The Gills went from 1-0 up in the first half at Harrogate to losing 5-1 and seeing the club’s promotion hopes for the season all but extinguished.
More: Clemence ‘disturbed’ by Gillingham performance
Clemence – who scrapped a planned two-day break after Monday’s defeat – accepts they probably have to win their last four games to stand any chance of making the League 2 play-offs.
His side have won just one of their previous seven and head to Bradford City this Saturday knowing it’s now win or bust for the remaining games.
“I need to see a reaction from them,” said Clemence.
“I will get ready for the next game but also I have got one eye on the future as well.
“I need to see how the boys react because one thing is for sure, I want to be successful at this football club and performances like that are not what I want to be a part of.
“They need to produce a lot better than that under my watch.
“Players are always under pressure to perform, there is always someone watching and you have to perform for your future, of course you do.
“It’s the first time since I have been here where I have seen a bit of weakness and they’ve dipped under the pressure, whatever you want to call it, [and] made individual mistakes.
“We can’t have any more days like that again.
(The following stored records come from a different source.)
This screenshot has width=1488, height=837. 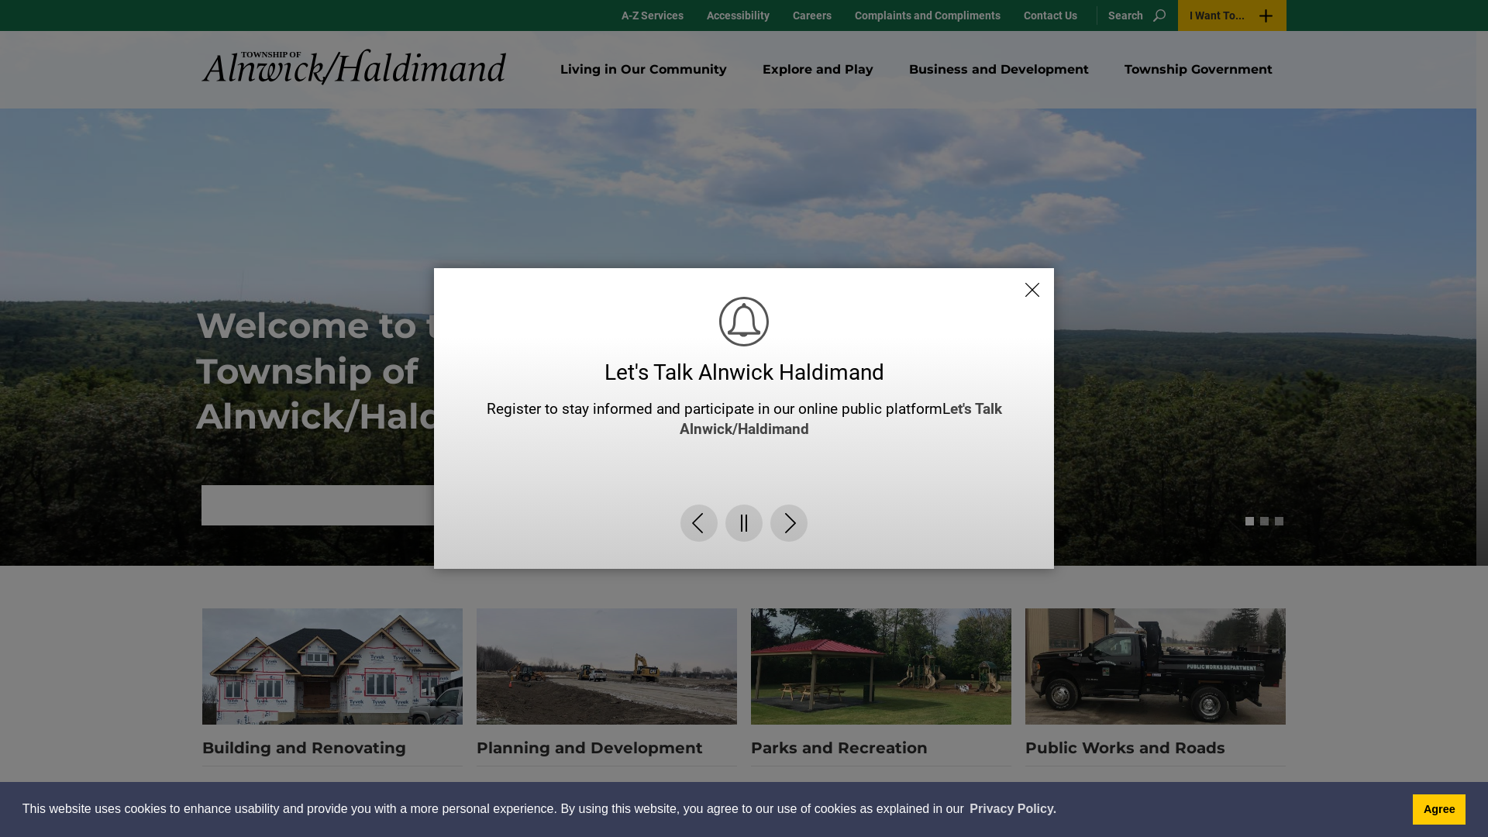 I want to click on Next, so click(x=789, y=538).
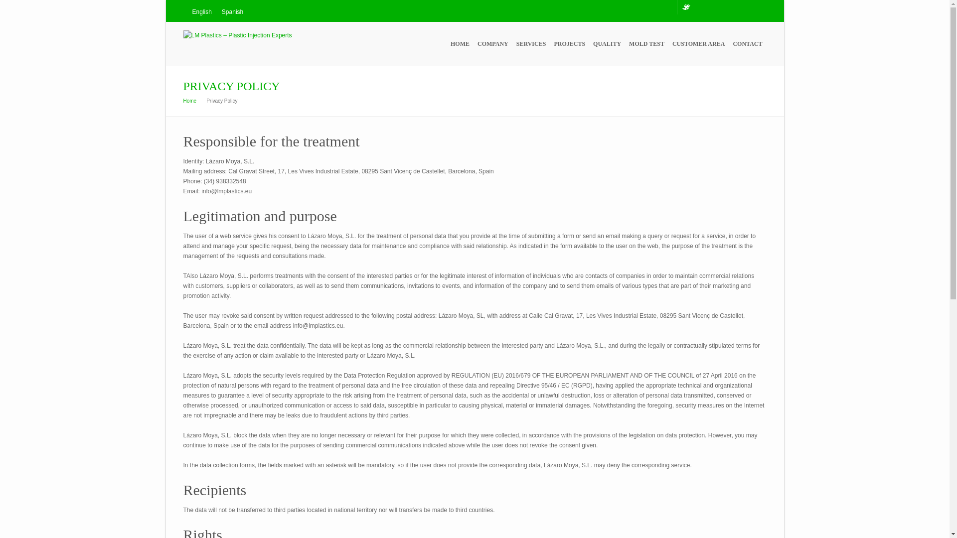 This screenshot has height=538, width=957. What do you see at coordinates (569, 44) in the screenshot?
I see `Projects` at bounding box center [569, 44].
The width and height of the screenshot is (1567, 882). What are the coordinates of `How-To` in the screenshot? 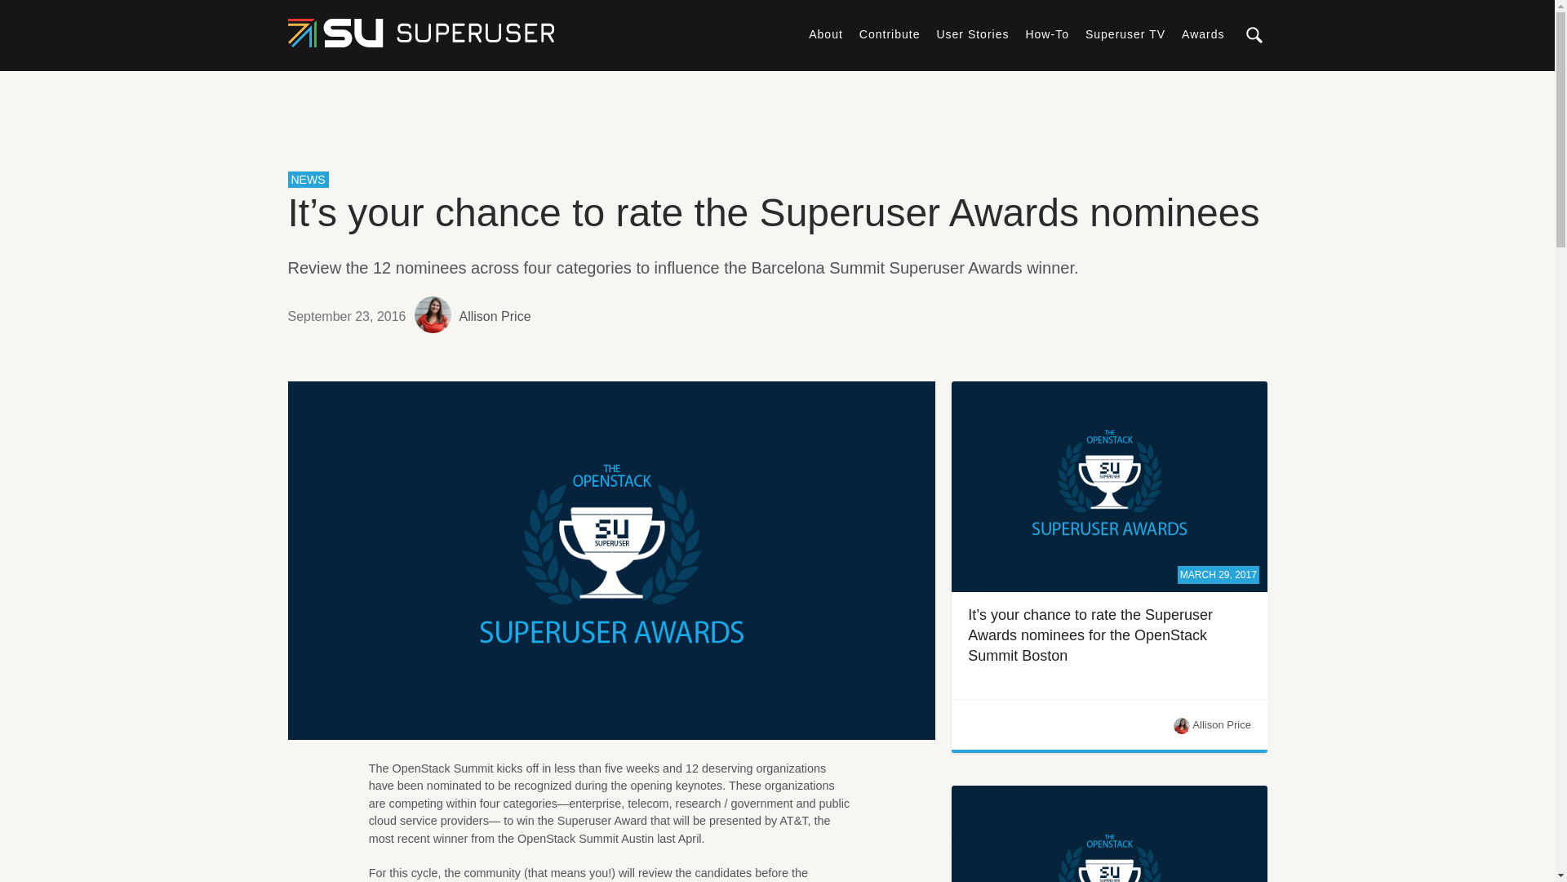 It's located at (1047, 33).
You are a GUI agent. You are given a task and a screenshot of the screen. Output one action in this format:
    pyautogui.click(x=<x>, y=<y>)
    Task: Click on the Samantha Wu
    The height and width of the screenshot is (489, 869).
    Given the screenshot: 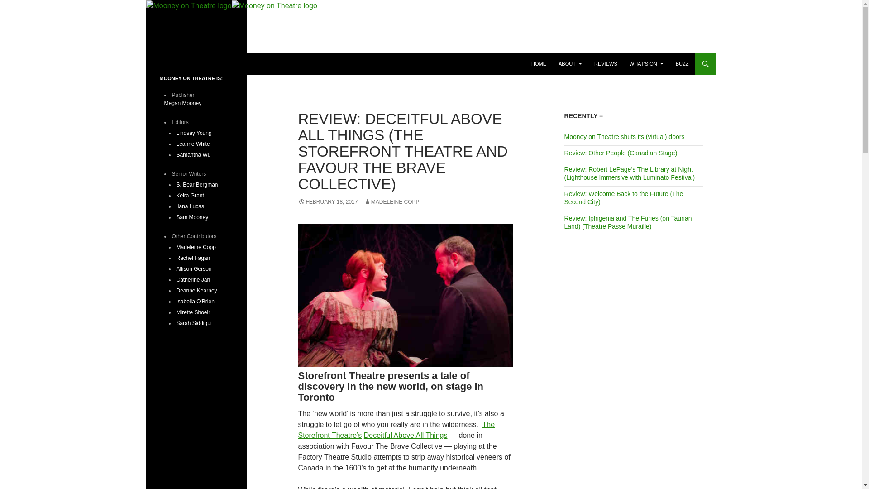 What is the action you would take?
    pyautogui.click(x=194, y=154)
    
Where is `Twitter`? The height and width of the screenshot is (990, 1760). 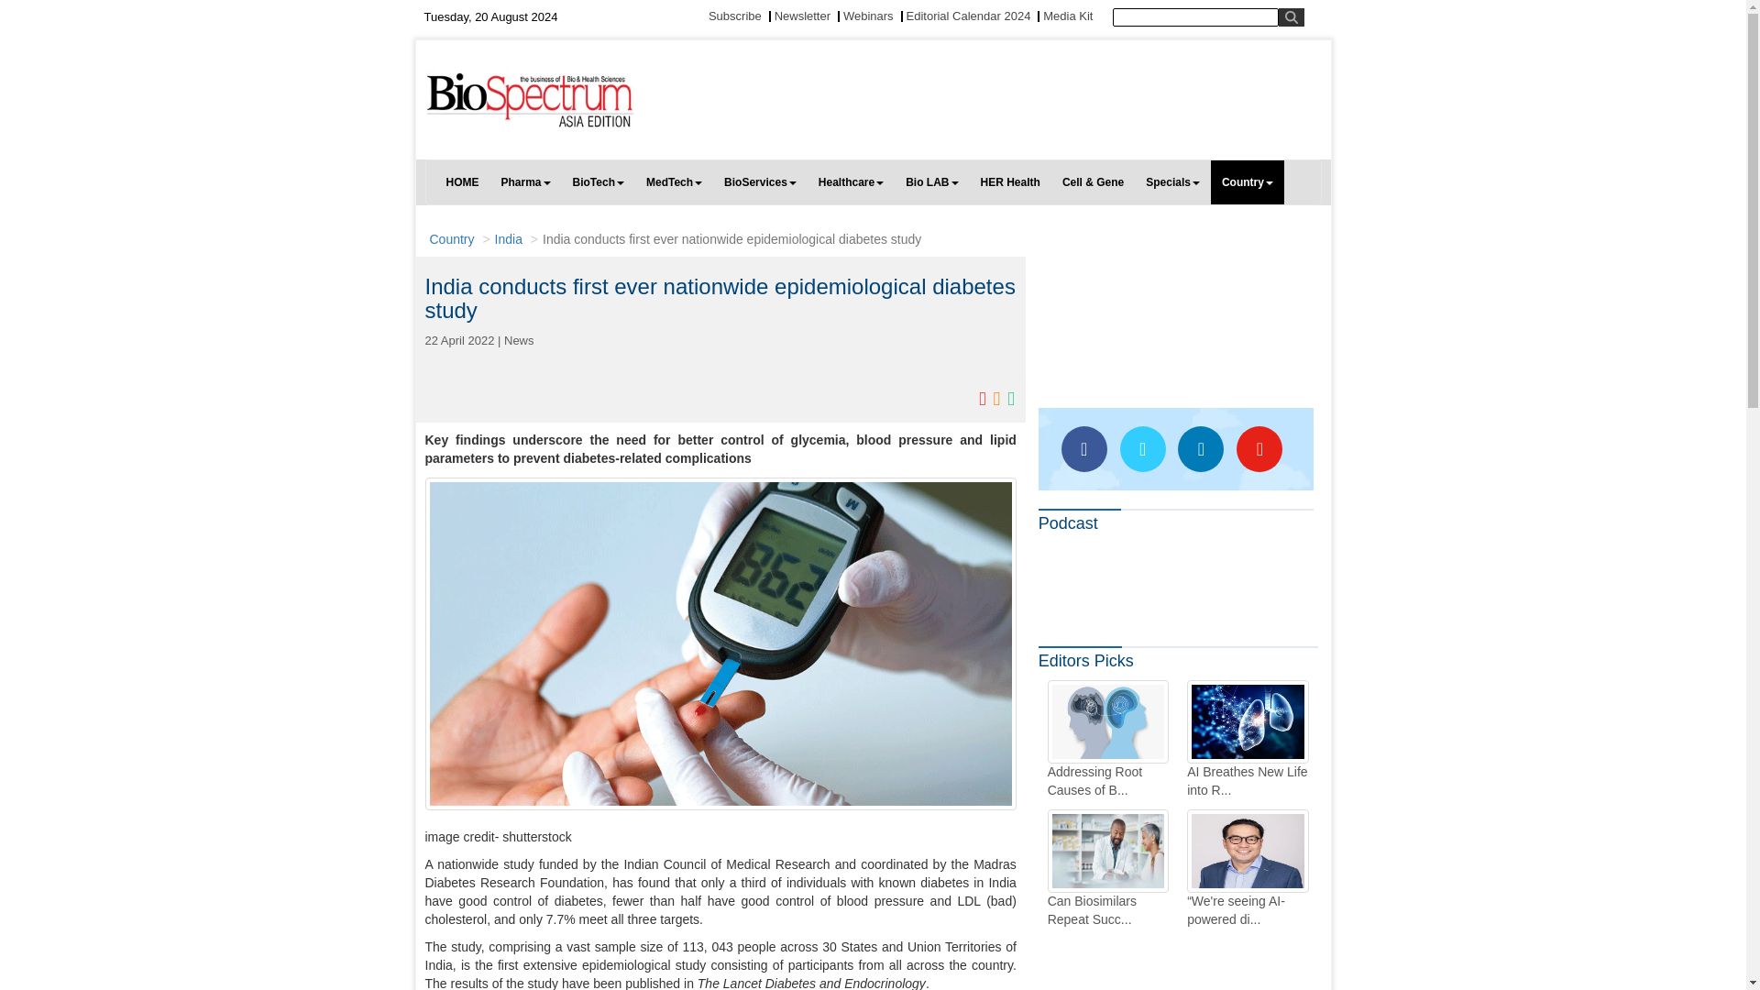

If we do, we have to make changes don’t we?”
League 2 table
Clemence said: “We are going to have to win every game and what I knew [before Monday] was that if we went there and won we would still be in the top seven with four games to go.
“I think the players would have taken that at the start of the season had you asked.
“We haven’t been able to do it and that is three or four times now in the last five or six weeks where we’ve been seventh and we haven’t backed it up with a victory. We haven’t even got a point.
“Three or four times we’ve been seventh and had to go somewhere to get a result and we haven’t managed to do it on any occasion and that tells me a lot.”
It was comfortably the worst 45 minutes for Clemence since taking on the head coach role.
“It was very tough,” he said. “Momentum is a key thing in football, it always has been, the momentum was all with Harrogate [in the second half] and it was very hard to stop that flow.
“You hope the boys can weather it, and if you get beat, you don’t get beaten by five, you don’t go under like that.”
Clemence had recently switched from a safety-first 3-5-2 formation to a more expansive 4-3-2-1 and his team looked more attack-minded. On Monday it all went wrong, leaving him questioning which way to go.
He said: “We tried to go to a back four to try and be more on the front foot, but when you go to a back four it does expose other areas of our play, so that is something we have to look at.
“I don’t think anyone can knock on my door, can they, if I make changes.”